Chapters

Chapter 11: The Year of Tragedies

todiewasanarty Drama 6 May 2026

Third year of high school was the year of tragedies.

We studied the three main ones - Macbeth, Hamlet and of course Romeo & Juliet. We studied them in class each for two weeks then spent the rest of the time on rehearsals for the various parts we were given. We weren't really allowed to audition but our teacher assured us that the castings weren't completely random, claimed that she put us up for role that she thought we could embody best. Which I think explains why the goth kid got casted as Hamlet and a trio of girls who were so close together that sometimes they spoke in a coded language when they didn't want people around them to know what they were talking about as the Weird Sisters. Everyone got a part in every play but it was rare for anyone to get a major part in more than one play.

We were determined to have fun that year since it was our last year of Shakespeare plays. We had studied the comedies in the first year (The Tempest, Midsummers Night's Dream, Twelfth Night) and then we did Henry V, Antony and Cleopatra, Julius Caesar as our history plays. Since some of the history plays we studied also doubled as tragedies, we already had some familiarity with the nature of Shakespeare tragedies and most of us had agreed that we greatly preferred them to the comedies.

Every moment of the readings, rehearsals and performances felt like a new ending because it was marked with the knowledge that it was the last time we would ever do it. So we memorised even more scenes by heart, randomly breaking into character at lunch times in the cafeteria and even the most reserved among us did not hold back their passion in those spontaneous moments. We were all motivated with the knowledge that it was the last time.

It was fitting that we studied the tragedies last. The absence of the plays from our lives was not unlike a tragedy itself.

Chapter 22: Final Year

todiewasanarty Drama 12 May 2026

Everyone has forgotten about the plays. Everyone but me.

I can see that last night in crystal glass. After we performed Macbeth, we threw a party behind the closed stage curtains. We drank sodas in champagne flutes and danced around, sputtering lines from all the plays we had played on from our first year, buoyant on pre-nostalgia for our time with the plays. We all promised that we would perform the plays again - as professional actors and stage directors and light technicians. We all agreed that we would never be happy with any other path.

Now it is our final year and I seem to be the only one who has remembered the plays. No one talks about them anymore. No one talks about their dreams of performing them again. We all want to be different things now - doctors, engineers and teachers - practical things. Everyone knows that a career in acting was only ever a dream. Everyone has accepted that we never perform again, that the joy we felt when we performed Shakespeare was something of the past, souvenirs from our youth.

No one remembers it too well now. We hush up conversations about it as if trying not to provoke the memory from spilling out and turning into nostalgic grief. "It was the best time of our lives but it is past. No use thinking too much about the past," they say. But I can't help it. The lines from the plays coat my lips and the memories of excitement while performing them feel close enough to reach out and touch.

I am sitting in the counselor's office and she is asking me what I want for a career.

"I want acting," I say. Surprise animates her features before she can cover it with smile. She would expect that answer from second and third years but never a final year student. We were supposed to know better than to dream by now.

What happens in the next chapter?

This is the end of the narrative for now. However, you can write the next chapter of the story yourself.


#### WORK TO COMPLETE
Print all of the data exactly, with no line missing.
* * * * * * *
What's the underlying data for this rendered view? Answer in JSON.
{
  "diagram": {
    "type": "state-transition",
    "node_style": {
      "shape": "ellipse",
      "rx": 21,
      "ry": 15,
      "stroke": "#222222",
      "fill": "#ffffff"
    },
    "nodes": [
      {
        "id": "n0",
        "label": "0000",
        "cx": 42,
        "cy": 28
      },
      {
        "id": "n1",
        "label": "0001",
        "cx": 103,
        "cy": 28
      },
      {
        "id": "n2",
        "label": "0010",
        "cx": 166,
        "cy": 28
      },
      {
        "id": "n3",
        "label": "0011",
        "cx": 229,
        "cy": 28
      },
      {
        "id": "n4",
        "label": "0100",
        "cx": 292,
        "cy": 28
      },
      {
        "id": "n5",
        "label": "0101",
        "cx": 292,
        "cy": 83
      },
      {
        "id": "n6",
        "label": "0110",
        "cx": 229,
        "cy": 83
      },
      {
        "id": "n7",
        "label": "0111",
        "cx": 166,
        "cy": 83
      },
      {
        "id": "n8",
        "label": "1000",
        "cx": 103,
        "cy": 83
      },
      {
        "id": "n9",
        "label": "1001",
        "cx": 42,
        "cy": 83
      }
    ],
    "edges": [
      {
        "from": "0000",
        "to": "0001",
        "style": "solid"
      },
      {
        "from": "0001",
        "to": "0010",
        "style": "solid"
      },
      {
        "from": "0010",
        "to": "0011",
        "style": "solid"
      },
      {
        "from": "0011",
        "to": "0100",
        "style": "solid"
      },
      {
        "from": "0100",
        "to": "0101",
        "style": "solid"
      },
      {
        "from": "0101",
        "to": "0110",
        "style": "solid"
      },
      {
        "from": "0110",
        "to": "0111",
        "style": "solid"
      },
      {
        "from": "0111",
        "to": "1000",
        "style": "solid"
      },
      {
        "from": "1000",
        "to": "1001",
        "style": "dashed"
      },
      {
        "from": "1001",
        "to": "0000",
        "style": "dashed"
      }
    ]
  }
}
* * * * * * *
#### OUTPUT BELOW
What's the underlying data for this rendered view? Answer in JSON.
{
  "diagram": {
    "type": "state-transition",
    "node_style": {
      "shape": "ellipse",
      "rx": 21,
      "ry": 15,
      "stroke": "#222222",
      "fill": "#ffffff"
    },
    "nodes": [
      {
        "id": "n0",
        "label": "0000",
        "cx": 42,
        "cy": 28
      },
      {
        "id": "n1",
        "label": "0001",
        "cx": 103,
        "cy": 28
      },
      {
        "id": "n2",
        "label": "0010",
        "cx": 166,
        "cy": 28
      },
      {
        "id": "n3",
        "label": "0011",
        "cx": 229,
        "cy": 28
      },
      {
        "id": "n4",
        "label": "0100",
        "cx": 292,
        "cy": 28
      },
      {
        "id": "n5",
        "label": "0101",
        "cx": 292,
        "cy": 83
      },
      {
        "id": "n6",
        "label": "0110",
        "cx": 229,
        "cy": 83
      },
      {
        "id": "n7",
        "label": "0111",
        "cx": 166,
        "cy": 83
      },
      {
        "id": "n8",
        "label": "1000",
        "cx": 103,
        "cy": 83
      },
      {
        "id": "n9",
        "label": "1001",
        "cx": 42,
        "cy": 83
      }
    ],
    "edges": [
      {
        "from": "0000",
        "to": "0001",
        "style": "solid"
      },
      {
        "from": "0001",
        "to": "0010",
        "style": "solid"
      },
      {
        "from": "0010",
        "to": "0011",
        "style": "solid"
      },
      {
        "from": "0011",
        "to": "0100",
        "style": "solid"
      },
      {
        "from": "0100",
        "to": "0101",
        "style": "solid"
      },
      {
        "from": "0101",
        "to": "0110",
        "style": "solid"
      },
      {
        "from": "0110",
        "to": "0111",
        "style": "solid"
      },
      {
        "from": "0111",
        "to": "1000",
        "style": "solid"
      },
      {
        "from": "1000",
        "to": "1001",
        "style": "dashed"
      },
      {
        "from": "1001",
        "to": "0000",
        "style": "dashed"
      }
    ]
  }
}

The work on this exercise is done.